Defending Your Rights
Juvenile Crimes
If your child gets arrested, his or her future is on the line. While the court system is designed to treat juveniles different than adults, penalties can be severe – for the parents and the child. Our Jacksonville Juvenile Attorney at The Mussallem Law Firm, P.A., knows the juvenile laws and will work to help minimize the long-term effects of your child’s mistake so he or she can learn from the experience and move on. Parents play a critical role in juvenile cases. They are required to be in court and are the ones on the hook for probation costs to monitor the child, and for restitution payments the judge may order for the victims in the case.
Florida law uses a point system to help guide the Department of Juvenile Justice in recommending where a child should be taken after an arrest. That recommendation is then passed onto the judge, who decides where the child will be housed while the case is ongoing.
Depending on the charge, juveniles can often be accepted to diversionary programs on their first arrest. That means, if certain conditions like community service are met, the charges could be dropped. Think of it as the early version of probation. The Jacksonville Juvenile Attorney at The Mussallem Law Firm, P.A., can discuss those programs with you.
Juveniles can be arrested just like adults – the only difference is they’re taken to a special youth jail. They can be charged with any crime – from DUI and drug offenses to sex crimes and gun crimes. If the case is particularly serious, the state may chose to treat the child as adult, where he or she would face adult penalties. This process is called a “direct file,” and that decision lies solely with the State Attorney’s Office.
If a child is convicted of a crime, the judge can either chose not to levy any punishment, place the juvenile on probation, or put him or her in one of several levels of detention.
Those levels are:
- Minimum Risk Non-Residential: These programs are designed to work with the child, who is able to continue to attend school or work during the program. Children must attend the program five days a week. These children are deemed to pose little to no risk to the community, based on their offenses. Juveniles convicted in gun crimes, 1st degree felonies, life felonies or sex crimes are not eligible for this program.
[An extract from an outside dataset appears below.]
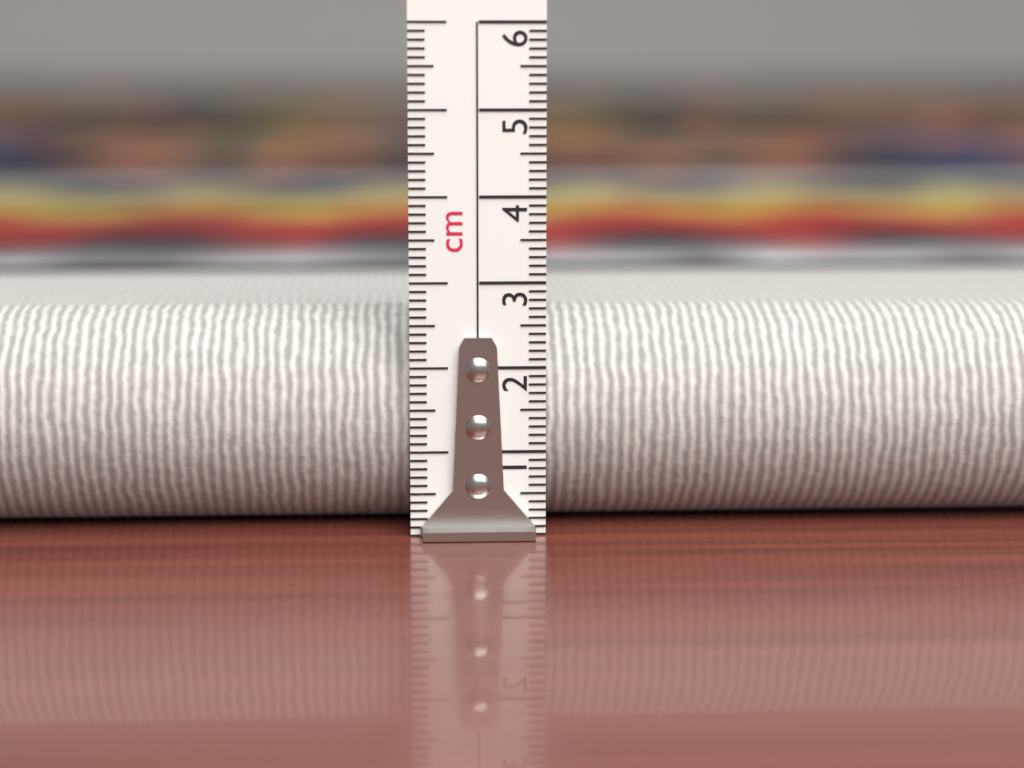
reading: 2.6 cm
- Low Risk Residential: These residential programs provide education and treatment in a campus-style environment in which participants still have full access to the community. Children in this program also present a low risk to themselves and the community. As with the first program, juveniles are not eligible if they committed a gun crime, a 1st degree felony, and life felony or a sex crime.
- Moderate Risk Residential: In these locked facilities, juveniles are supervised 24 hours a day and the youth are allowed some supervised release. Education and treatment are both provided in the building. Handcuffs can be used to restrain juveniles in these facilities.
- High Risk Residential: Children in these facilities have no access to community. But, if the child has completed the program, he or she will be allowed in the last days of confinement to visit his or her home, enroll in school or go to a job interview.
- Maximum Risk Residential: These programs are essentially prisons for juveniles. Inmates have no access to the community in these long-term residential facilities.